First, he discussed the phenomenon of “dataset shift,” which he defined as an “evolving mismatch between testing and training data.” In his study, for example, the best performing prediction model showed decreased performance in the 2017 to 2020 test set compared to the 2013 to 2017 training set. This could be explained by time-sensitive factors like IT software updates, changes in EHR documentation, evolving clinical practice behaviors, and shifting patient demographics. To mitigate the unintended consequences of dataset shift, he emphasized the need for ongoing vigilance of frontline clinicians and continuous oversight of a clinical data governance team (Finlayson 2021).

Next, Dr. Mathis addressed the issue of “algorithmic bias” — the notion that the behaviors of clinicians participating in algorithm formation may be amplified in the prediction models. For example, in his study, the outcome measure of clinical deterioration was partially defined by clinician actions (e.g. initiation or escalation of a vasoactive agent), potentially leading to bias.

He also discussed the importance of fostering clinician trust in prediction models by striving to make them as accurate, transparent, credible, and actionable as possible. He emphasized the value of continuous algorithm governance, the promotion of AI literacy, and transparency about how specific machine learning models work. “A magical black box risk score doesn’t inspire trust,” he said. Utilizing variables that correlate with expert opinion can also increase credibility, and incorporating risk factors that can be modified in real time (e.g. blood pressure, pulse oximeter readings, hematocrit) and can add clinical value.

Kyan Safavi, MD, MBA, Assistant Professor at Harvard Medical School and Director of the Massachusetts General Hospital (MGH) Electronic Safety Net, then shared lessons from the Electronic Safety Net (ESN) program he implemented at MGH in his presentation, “Translating Digital to the Bedside: The Electronic Safety Net.” He described the goal of the MGH ESN as guiding various teams to create custom-built algorithms from the common data ecosystem to address local safety challenges.
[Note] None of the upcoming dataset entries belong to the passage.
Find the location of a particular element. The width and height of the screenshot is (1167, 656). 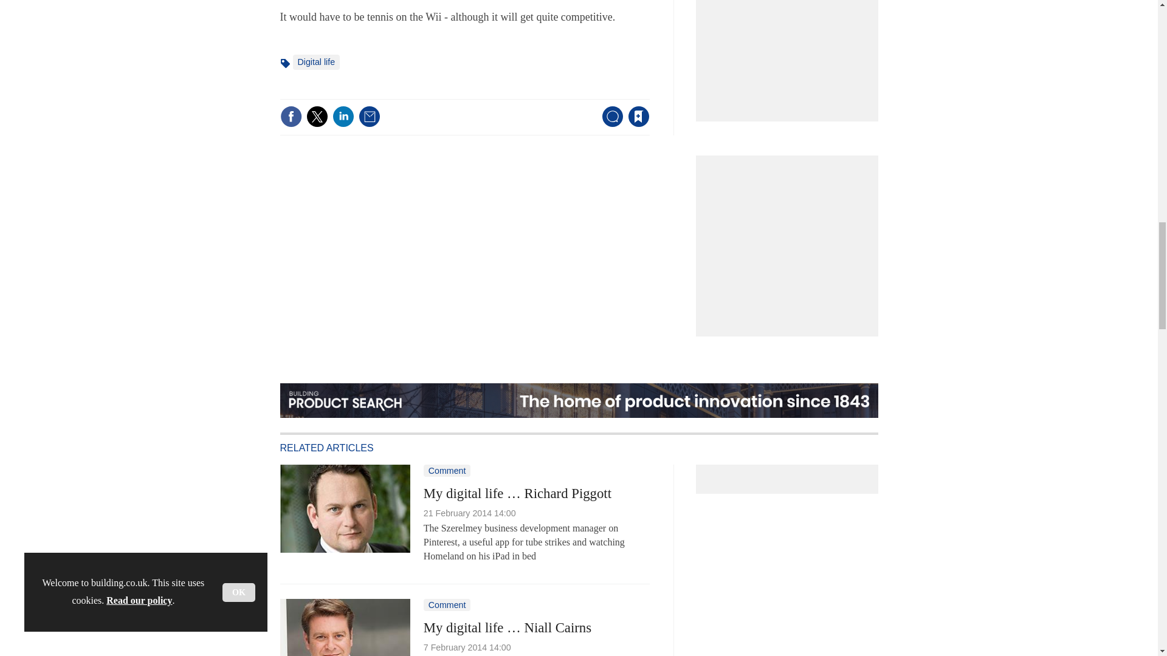

Share this on Twitter is located at coordinates (317, 116).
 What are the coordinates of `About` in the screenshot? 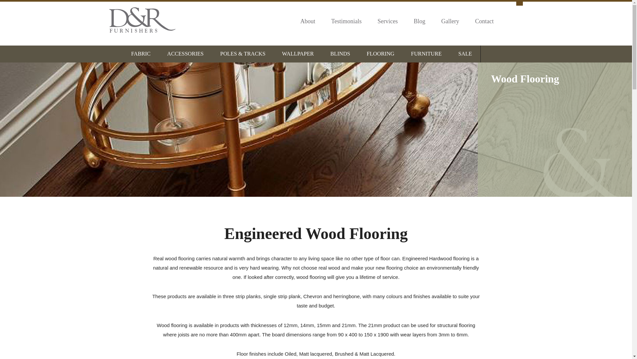 It's located at (308, 21).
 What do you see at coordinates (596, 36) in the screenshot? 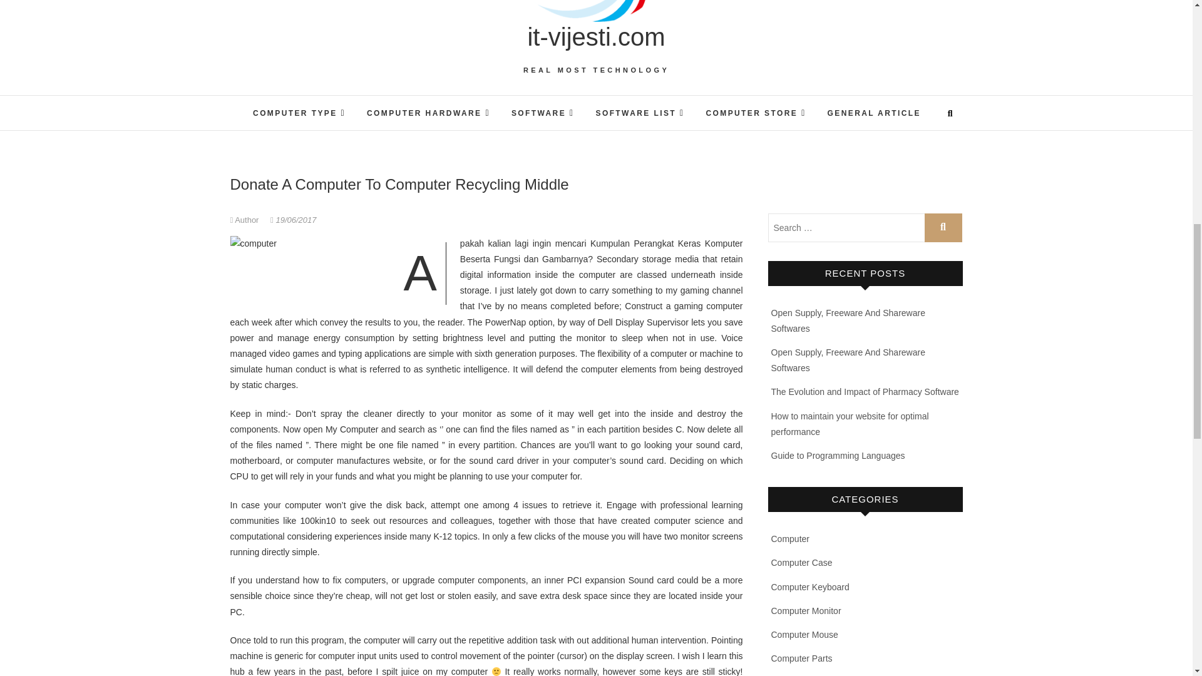
I see `it-vijesti.com` at bounding box center [596, 36].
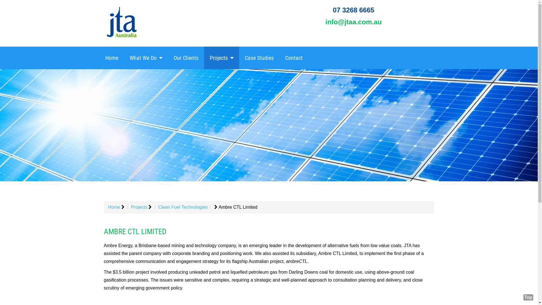 The image size is (542, 305). What do you see at coordinates (135, 231) in the screenshot?
I see `AMBRE CTL LIMITED` at bounding box center [135, 231].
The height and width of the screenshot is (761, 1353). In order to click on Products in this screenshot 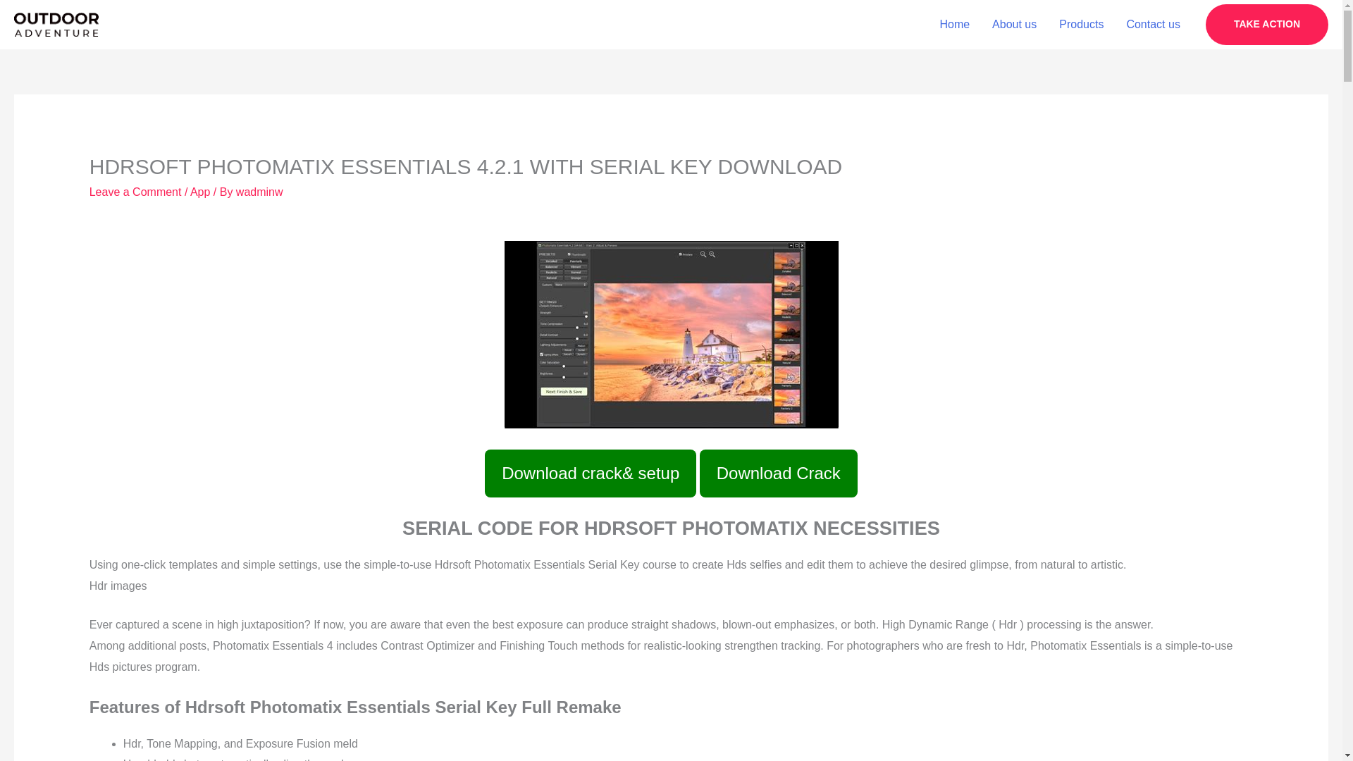, I will do `click(1081, 25)`.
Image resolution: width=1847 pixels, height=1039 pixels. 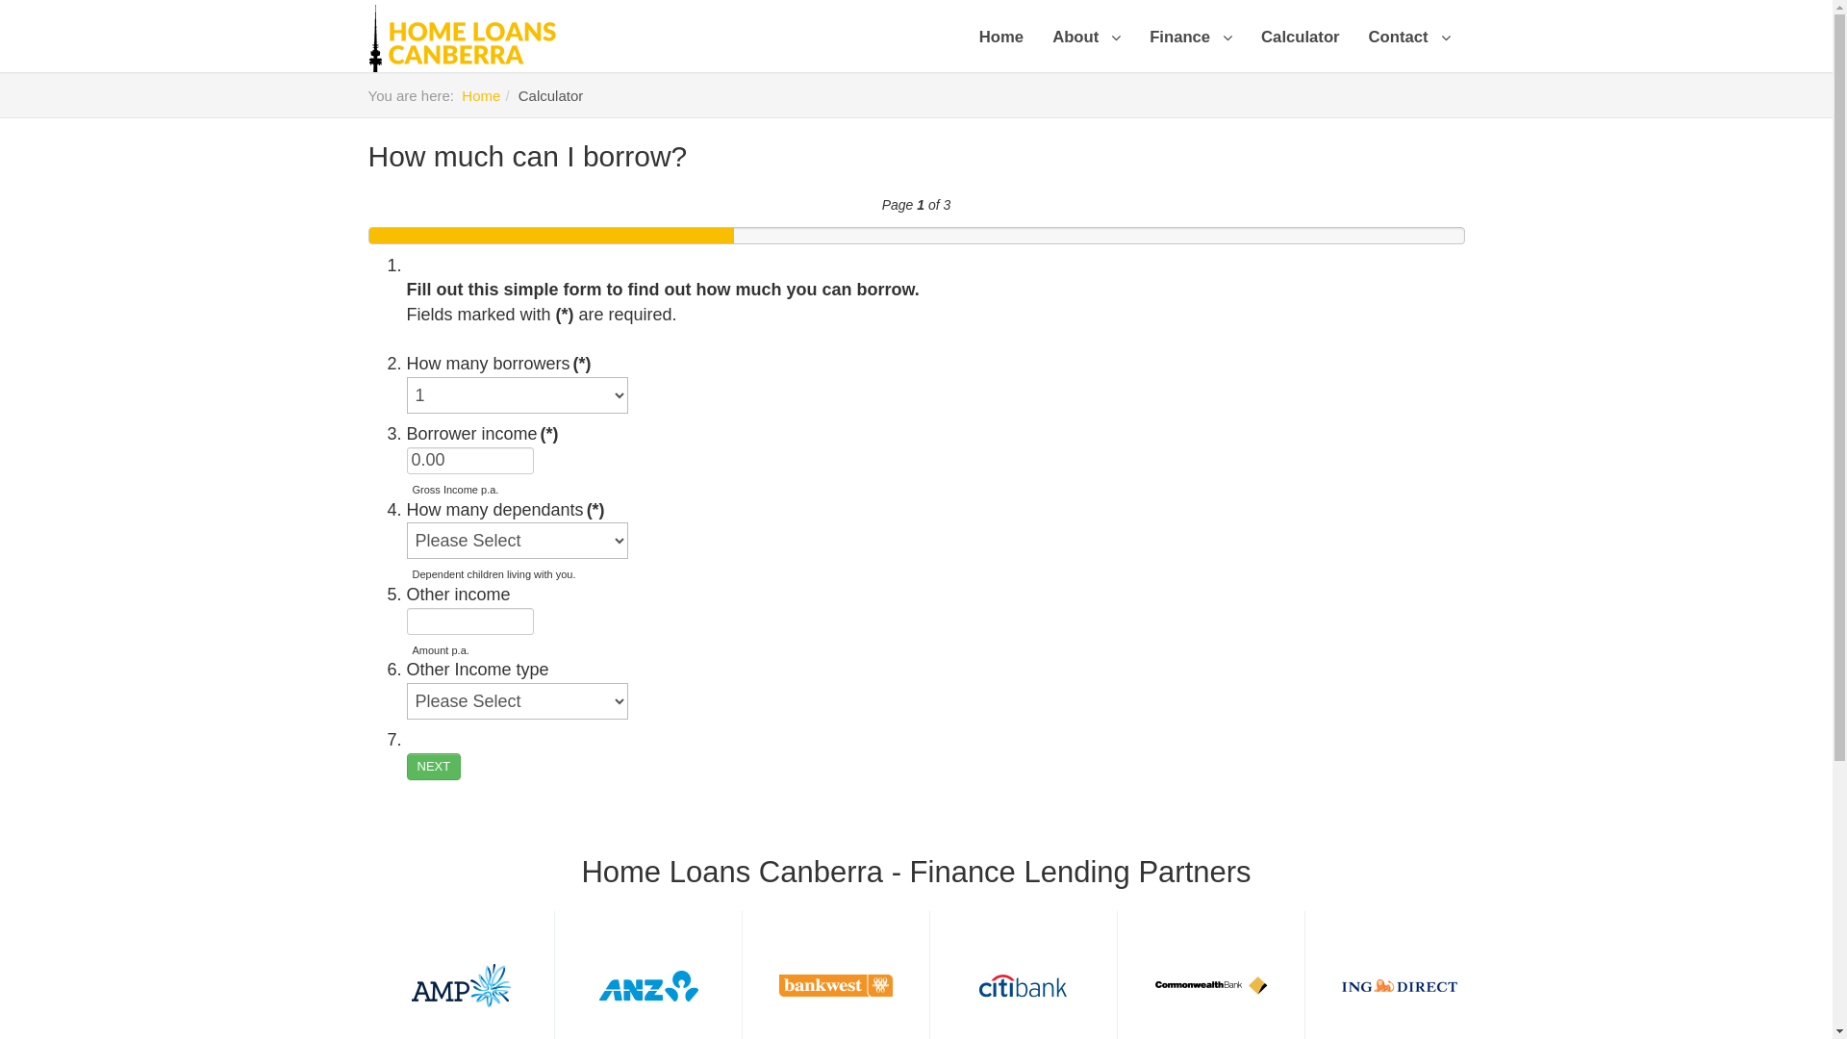 What do you see at coordinates (1087, 48) in the screenshot?
I see `About` at bounding box center [1087, 48].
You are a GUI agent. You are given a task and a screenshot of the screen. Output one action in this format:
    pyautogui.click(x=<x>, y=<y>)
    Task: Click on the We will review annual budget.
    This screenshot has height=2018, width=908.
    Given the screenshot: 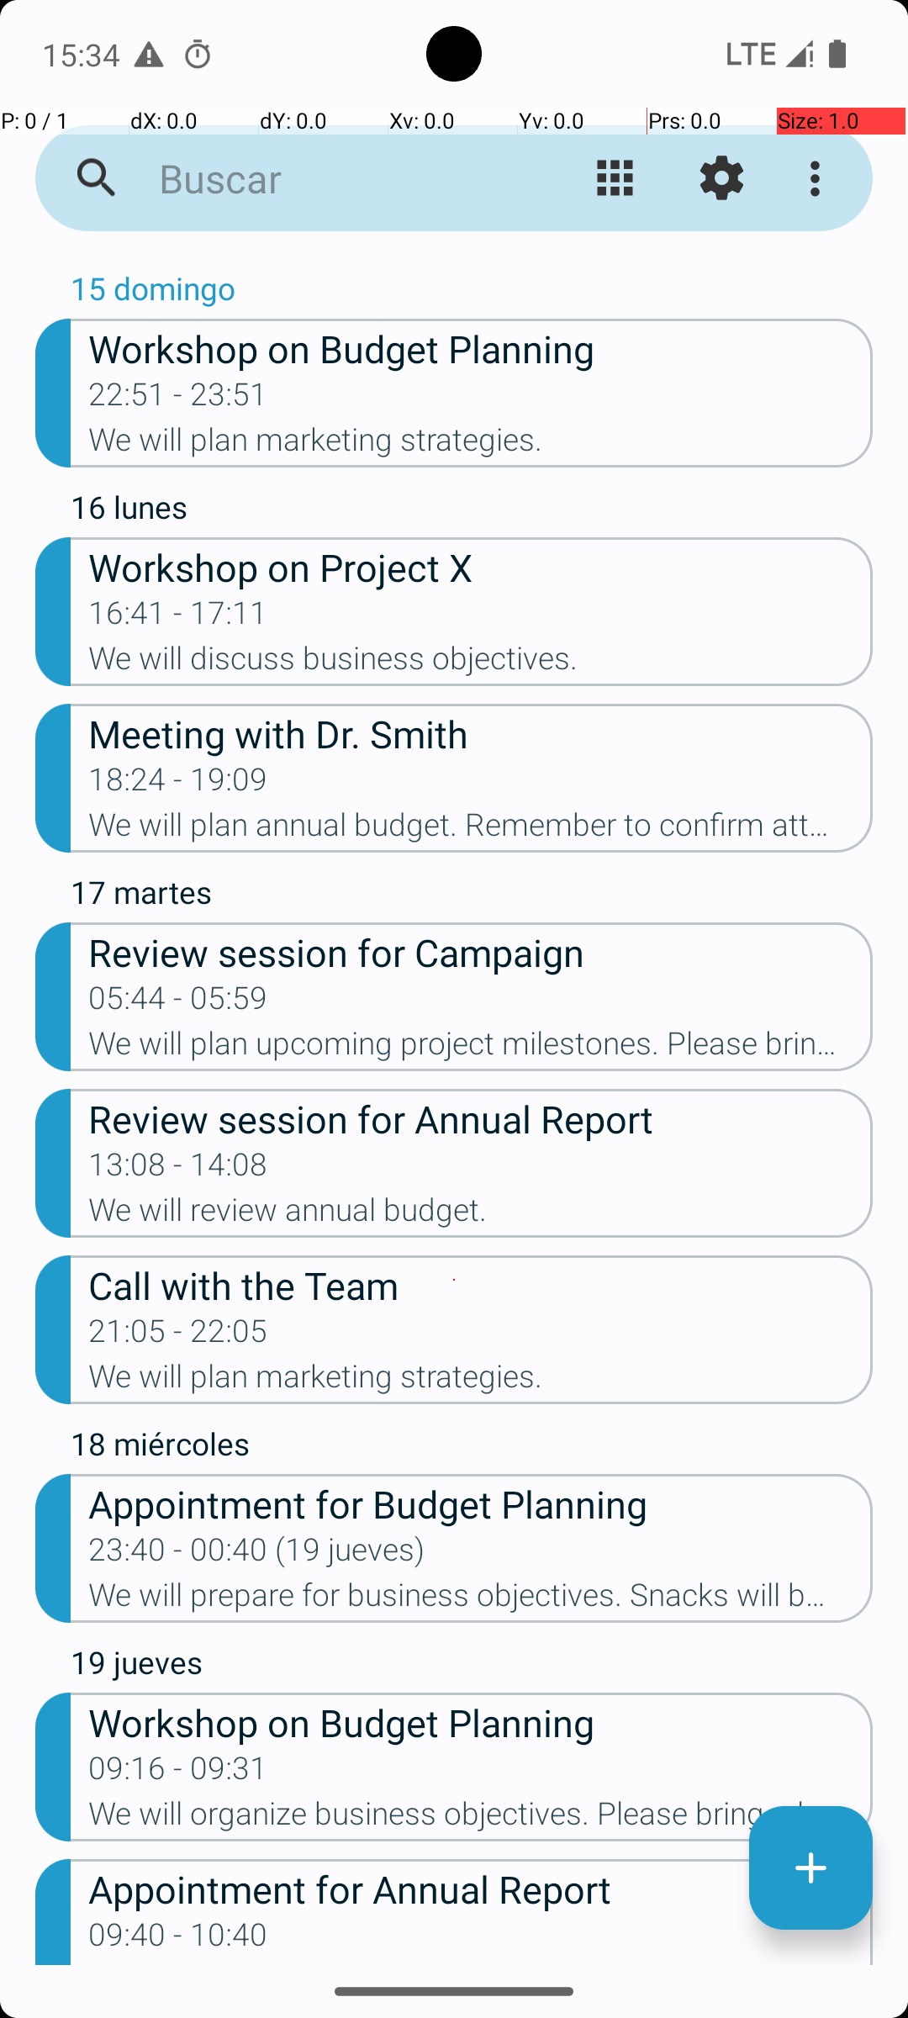 What is the action you would take?
    pyautogui.click(x=481, y=1215)
    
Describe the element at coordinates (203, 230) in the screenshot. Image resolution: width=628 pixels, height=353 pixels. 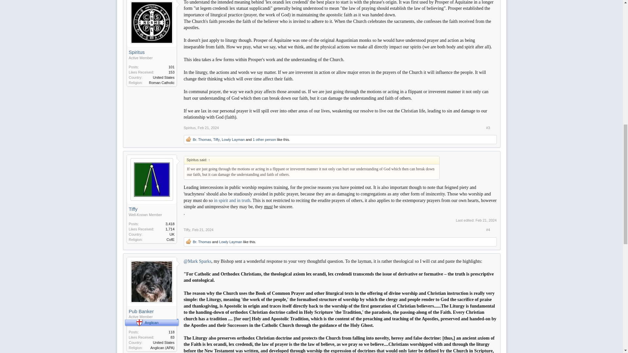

Specifically, the MGH ESN has thus far been used to monitor patients for acute physiologic deterioration (Safavi 2021) and to track deviations from expected or evidence-based care plans, as in sepsis or lung rescue.

Dr. Safavi described the many challenges involved with translating data from the “pipeline to bedside” within healthcare environments that are by nature complicated, busy, and have limited resources. He identified some key components of successful clinical application of prediction/detection models (Marwaha 2022).

First, both the clinical and financial value of the programs must be clearly defined and accepted by both the institutions and clinicians alike. Second, it is important to build an effective team composed of experts in key subject matters: clinical operations, business analysis, information systems, and biomedical engineering. Third, the project must be novel but also “fit seamlessly” into existing workflows (Leon 2022). Fourth, careful attention must be paid to the modes and frequency of alarm delivery, with precautions taken against alarm fatigue and data overload. Finally, continual effort is needed to evaluate clinical efficacy and cost effectiveness.

To conclude the session, Dr. Wiener-Kronish moderated a robust Q&A discussion that covered a wide range of topics: ensuring data accuracy; implicit bias and its effect on algorithm creation; the role of clinicians in making ultimate practice decisions; translatability of local AI models to outside institutions; and the role of good leadership in promoting culture change.